In a webinar, Dr Emily McDougal of the Anna Freud centre shared insights from her work into supporting neurodivergent students in schools and classrooms. Here are the key insights from the discussion.
While it is important to take an individualised approach to working with and supporting neurodivergent students, there are some commonalities that may provide a useful starting point for understanding neurodiversity. These include sensory processing differences, executive function skills, and mental health challenges such as anxiety and depression.
Neurodivergent students generally have differences in the way they experience sensory information. Sensory processing refers to receiving and interpreting information that we receive from the senses, including vision, sound, smell, touch, taste, as well interoception (which refers to senses from within the body, such as feeling hungry or thirsty, or needing to use the bathroom), and proprioception (or the awareness of the body in space). Sensory processing differences can be distracting, and present a range of challenges for students in the school setting. For example, some students may find certain sensory information overwhelming, which can be enormously stressful in school environments. Others may seek sensory stimulation and engage in a range of sensory-seeking behaviours, which may be perceived as strange or disruptive by others.
Neurodivergent students may often struggle with certain executive function skills, which are cognitive skills including cognitive flexibility, inhibitory control, and working memory. Neurodivergent students, especially autistic students, tend to struggle with cognitive flexibility, or the ability to switch attention from one thing to another, so find it difficult to transition from one task or activity to another. While the overall structure of the school day can provide a positive support for autistic students, rapid or unplanned transitions can create stress and anxiety, so trying where possible to give warnings of upcoming transitions can be very helpful. At secondary school, allowing neurodivergent students to arrive a little late to class can help by giving them a chance to take a short break and manage the transition from one class to another.
Working memory refers to the ability to work with information in short-term memory, and many neurodivergent students have challenges with working memory, making it difficult to do things like remember a long set of instructions. There are simple ways to support students with this, such as breaking down instructions into smaller steps and providing instructions in writing, or allowing students to have a mini whiteboard on their desk on which to note down instructions from the teacher.
Inhibitory control can also be challenging in school settings, and this is where most perceived behavioural difficulties tend to appear. Behaviours such as shouting out can be challenging for everyone in the class, so it is helpful for teachers to have an awareness and understanding of the causes of behaviours that arise from lack of inhibitory control, and to support other students to also understand that the behaviours are not deliberate, disobedient, or intended to cause disruption. Neurodivergent students can also find paying attention challenging for a number of reasons, but it also important to be aware that often students may be listening, even if it doesn’t appear that they are paying attention. For example, autistic students may find it difficult to listen while looking at the teacher.
Neurodivergent students are far more likely than their neurotypical peers to experience mental health challenges. For example, they very often struggle with anxiety. This may particularly relate to the anxiety induced by transitions, and by both expected and unexpected changes or events. The sensory environment of school can also be extremely anxiety-inducing for neurodivergent students. Differences with communication and understanding social cues and behaviour between neurotypical and neurodivergent people can also be a source of anxiety. Neurodivergent students are also known to frequently struggle with depression and low mood, which can be triggered by feelings of not wanting to come to school because of the many challenges it presents, along with the many challenges of trying to function in a neurotypical world.
It is vital to have a whole-school culture of awareness and understanding. Neurodivergent students are often bullied because their behaviour is seen as unusual or outside the norm by other students. Implementing whole-school approaches to learning about neurodiversity, for both staff and students, helps to build knowledge and understanding. It is important to create safe opportunities for students to ask questions about neurodiversity and what they have observed about their neurodivergent peers without fear of judgement, as bullying behaviours can often come from a place of not understanding. It is also valuable to have safe spaces for neurodivergent students to go to when they feel overwhelmed, need to self-regulate or be supported to regulate, or just need a break. Some schools have sensory rooms for this purpose.
Classroom-based approaches should be tailored to the needs of the individual student. It is important to start with an understanding of the student’s individual challenges, and put in place appropriate strategies. Working with individual students to identify their triggers and how to tell when they are feeling overwhelmed, and then putting appropriate strategies in place is also valuable, as is supporting all the students in the class to know how to support their peers when they are struggling, and giving them to agency to help.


If a line in the data below contains the word "Admissions", copy it out.

Start of ENTRIES SUPPLIED

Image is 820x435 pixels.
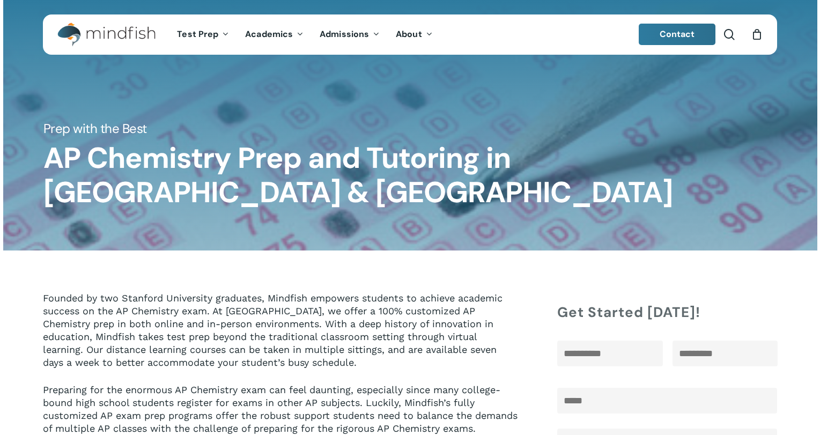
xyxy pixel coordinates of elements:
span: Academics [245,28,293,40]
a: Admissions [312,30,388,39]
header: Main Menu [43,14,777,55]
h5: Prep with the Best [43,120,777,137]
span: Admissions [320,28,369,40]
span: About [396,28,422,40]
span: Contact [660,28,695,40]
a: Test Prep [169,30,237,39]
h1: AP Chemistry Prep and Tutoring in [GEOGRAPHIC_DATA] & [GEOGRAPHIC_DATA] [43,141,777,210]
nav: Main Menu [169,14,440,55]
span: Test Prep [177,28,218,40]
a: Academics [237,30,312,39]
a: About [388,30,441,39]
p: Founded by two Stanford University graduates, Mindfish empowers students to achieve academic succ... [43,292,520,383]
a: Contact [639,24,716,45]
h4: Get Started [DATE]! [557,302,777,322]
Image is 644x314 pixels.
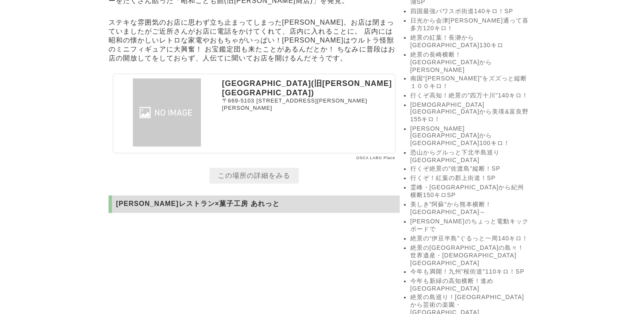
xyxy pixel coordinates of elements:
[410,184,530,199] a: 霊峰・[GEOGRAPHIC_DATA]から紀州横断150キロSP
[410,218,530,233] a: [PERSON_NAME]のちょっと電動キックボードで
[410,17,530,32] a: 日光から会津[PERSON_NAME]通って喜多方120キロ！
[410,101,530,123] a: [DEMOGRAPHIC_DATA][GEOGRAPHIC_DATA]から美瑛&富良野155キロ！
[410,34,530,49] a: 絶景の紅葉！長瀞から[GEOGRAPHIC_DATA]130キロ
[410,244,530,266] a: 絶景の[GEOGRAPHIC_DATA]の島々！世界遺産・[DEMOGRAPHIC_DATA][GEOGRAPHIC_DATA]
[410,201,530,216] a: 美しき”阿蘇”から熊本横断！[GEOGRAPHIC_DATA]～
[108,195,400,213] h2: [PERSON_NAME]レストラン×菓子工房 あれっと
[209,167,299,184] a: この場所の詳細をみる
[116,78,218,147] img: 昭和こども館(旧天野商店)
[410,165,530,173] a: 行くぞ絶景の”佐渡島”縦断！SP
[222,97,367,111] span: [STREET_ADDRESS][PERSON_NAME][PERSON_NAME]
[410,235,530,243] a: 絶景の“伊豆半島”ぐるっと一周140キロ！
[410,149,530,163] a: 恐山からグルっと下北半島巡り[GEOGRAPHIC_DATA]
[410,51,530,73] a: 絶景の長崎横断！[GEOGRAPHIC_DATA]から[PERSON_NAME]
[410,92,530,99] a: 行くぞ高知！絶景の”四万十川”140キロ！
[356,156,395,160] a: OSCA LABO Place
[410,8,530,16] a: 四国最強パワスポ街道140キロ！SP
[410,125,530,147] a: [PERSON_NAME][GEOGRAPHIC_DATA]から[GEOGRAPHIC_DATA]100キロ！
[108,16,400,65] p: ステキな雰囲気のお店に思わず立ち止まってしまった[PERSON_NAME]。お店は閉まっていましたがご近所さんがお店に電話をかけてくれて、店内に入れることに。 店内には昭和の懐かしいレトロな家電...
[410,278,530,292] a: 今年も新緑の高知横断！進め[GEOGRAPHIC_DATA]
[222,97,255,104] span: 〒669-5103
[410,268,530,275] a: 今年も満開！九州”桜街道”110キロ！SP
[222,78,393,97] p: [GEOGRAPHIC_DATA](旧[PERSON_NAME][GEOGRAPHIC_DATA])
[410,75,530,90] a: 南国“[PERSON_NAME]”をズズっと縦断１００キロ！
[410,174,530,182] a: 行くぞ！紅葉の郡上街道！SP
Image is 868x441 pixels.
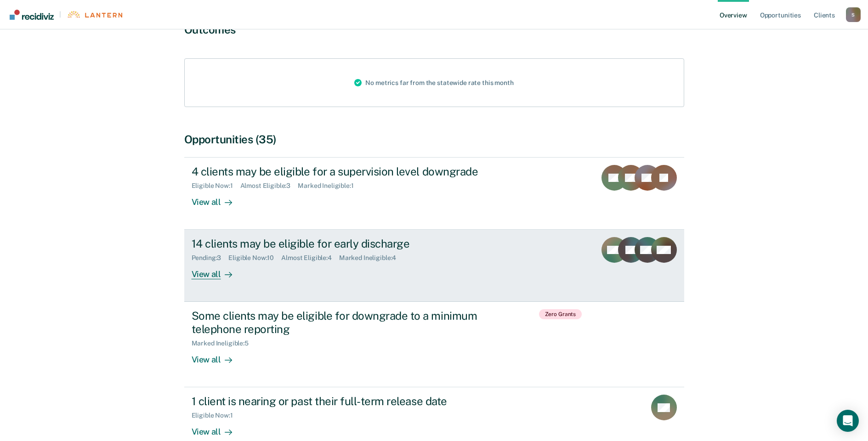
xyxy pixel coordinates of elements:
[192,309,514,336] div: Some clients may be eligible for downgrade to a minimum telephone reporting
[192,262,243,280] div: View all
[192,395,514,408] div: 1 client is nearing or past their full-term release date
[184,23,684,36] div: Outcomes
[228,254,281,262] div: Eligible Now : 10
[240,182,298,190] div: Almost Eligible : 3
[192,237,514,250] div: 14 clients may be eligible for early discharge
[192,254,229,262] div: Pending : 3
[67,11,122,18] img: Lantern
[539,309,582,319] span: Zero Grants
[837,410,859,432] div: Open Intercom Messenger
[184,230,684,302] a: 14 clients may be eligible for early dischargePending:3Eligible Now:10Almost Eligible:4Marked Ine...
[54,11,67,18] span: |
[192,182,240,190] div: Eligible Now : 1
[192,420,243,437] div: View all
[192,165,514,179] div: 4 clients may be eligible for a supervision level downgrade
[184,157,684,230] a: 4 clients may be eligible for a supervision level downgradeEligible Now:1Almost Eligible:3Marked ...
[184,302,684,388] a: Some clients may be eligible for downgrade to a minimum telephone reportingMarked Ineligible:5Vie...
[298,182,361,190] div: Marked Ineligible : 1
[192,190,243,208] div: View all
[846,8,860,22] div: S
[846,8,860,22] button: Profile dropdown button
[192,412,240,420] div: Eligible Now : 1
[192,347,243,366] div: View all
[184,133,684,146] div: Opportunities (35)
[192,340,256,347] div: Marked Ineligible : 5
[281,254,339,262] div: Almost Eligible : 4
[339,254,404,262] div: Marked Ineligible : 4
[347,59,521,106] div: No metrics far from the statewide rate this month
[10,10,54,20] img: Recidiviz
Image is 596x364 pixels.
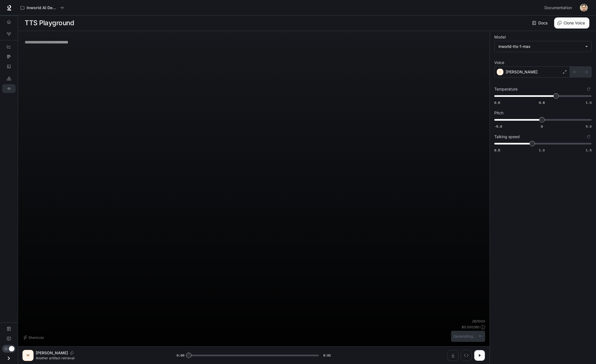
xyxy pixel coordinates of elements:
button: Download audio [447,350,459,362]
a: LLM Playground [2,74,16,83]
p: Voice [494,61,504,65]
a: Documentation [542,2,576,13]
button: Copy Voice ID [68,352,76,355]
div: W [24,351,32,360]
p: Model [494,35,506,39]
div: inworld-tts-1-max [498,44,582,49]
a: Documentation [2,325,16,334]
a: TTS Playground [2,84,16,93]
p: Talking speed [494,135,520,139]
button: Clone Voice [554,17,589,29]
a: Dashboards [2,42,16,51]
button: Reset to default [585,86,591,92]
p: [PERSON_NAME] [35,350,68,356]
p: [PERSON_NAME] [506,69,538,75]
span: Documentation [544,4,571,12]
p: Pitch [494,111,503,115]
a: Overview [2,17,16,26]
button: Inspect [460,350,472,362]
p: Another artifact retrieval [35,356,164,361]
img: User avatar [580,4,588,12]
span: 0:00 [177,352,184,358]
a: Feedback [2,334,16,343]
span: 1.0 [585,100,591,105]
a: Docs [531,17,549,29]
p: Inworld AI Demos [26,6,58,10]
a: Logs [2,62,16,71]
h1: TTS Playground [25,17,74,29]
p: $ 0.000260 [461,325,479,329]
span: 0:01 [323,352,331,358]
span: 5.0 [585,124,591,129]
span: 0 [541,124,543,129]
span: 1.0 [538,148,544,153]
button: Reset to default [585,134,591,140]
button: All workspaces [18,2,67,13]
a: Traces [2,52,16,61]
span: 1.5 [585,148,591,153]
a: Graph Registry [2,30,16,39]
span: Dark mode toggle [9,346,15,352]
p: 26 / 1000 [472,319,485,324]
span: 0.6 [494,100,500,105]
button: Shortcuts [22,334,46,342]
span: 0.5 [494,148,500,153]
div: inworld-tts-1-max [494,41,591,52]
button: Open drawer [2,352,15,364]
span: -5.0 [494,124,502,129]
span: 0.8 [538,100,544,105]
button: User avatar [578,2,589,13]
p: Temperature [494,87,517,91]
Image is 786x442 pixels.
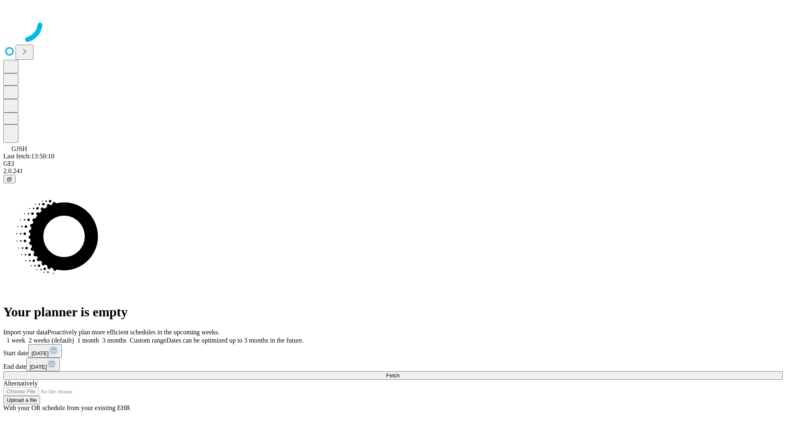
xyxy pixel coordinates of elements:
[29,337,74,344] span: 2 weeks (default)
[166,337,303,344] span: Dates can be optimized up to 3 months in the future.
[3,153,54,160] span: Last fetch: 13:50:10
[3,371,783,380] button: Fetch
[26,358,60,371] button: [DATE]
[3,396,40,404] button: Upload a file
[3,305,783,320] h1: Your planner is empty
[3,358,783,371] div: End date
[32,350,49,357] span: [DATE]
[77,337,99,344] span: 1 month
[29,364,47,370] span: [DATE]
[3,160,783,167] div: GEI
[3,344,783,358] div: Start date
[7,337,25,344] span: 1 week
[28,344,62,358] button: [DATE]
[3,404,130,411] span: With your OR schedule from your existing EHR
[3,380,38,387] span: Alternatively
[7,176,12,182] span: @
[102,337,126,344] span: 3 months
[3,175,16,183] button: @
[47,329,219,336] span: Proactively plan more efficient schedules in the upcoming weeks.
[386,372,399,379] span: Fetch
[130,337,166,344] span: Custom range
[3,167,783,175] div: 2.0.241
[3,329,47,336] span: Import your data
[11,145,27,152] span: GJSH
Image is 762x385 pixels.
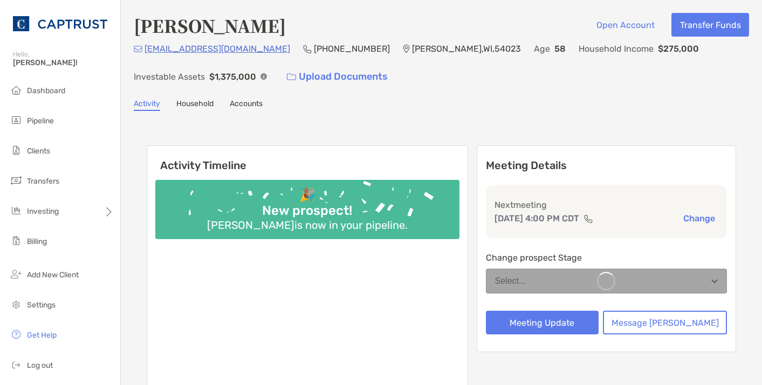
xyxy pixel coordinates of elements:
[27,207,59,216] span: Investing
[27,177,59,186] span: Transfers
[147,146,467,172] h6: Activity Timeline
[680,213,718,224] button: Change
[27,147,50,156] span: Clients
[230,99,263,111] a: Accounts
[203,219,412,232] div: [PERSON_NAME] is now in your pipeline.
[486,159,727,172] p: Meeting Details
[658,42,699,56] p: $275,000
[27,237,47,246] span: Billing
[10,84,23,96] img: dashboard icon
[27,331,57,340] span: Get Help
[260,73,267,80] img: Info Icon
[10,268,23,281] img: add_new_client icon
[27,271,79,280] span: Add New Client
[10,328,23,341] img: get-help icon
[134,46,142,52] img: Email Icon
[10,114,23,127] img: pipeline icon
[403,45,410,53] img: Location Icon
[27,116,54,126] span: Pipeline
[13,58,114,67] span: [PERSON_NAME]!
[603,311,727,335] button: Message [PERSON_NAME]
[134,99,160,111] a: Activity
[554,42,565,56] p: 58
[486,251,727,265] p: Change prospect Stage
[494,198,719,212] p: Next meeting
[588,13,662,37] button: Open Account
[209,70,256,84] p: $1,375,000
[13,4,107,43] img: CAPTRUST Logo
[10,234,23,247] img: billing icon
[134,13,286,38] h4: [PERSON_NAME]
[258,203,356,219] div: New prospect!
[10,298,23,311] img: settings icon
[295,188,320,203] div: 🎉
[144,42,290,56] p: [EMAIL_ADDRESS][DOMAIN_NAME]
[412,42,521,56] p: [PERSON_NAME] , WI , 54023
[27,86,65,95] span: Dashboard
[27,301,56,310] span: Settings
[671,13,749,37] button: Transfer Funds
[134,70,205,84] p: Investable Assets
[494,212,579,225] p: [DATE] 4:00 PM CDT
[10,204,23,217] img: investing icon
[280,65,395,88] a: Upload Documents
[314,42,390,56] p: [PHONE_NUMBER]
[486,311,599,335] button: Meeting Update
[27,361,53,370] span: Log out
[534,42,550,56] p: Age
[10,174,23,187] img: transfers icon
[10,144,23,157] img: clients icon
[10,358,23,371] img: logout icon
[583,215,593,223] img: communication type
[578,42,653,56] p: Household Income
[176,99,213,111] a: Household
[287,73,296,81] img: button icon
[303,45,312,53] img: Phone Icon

End of ENTRIES SUPPLIED

- [RESULT BELOW]:
a: Admissions [312,30,388,39]
span: Admissions [320,28,369,40]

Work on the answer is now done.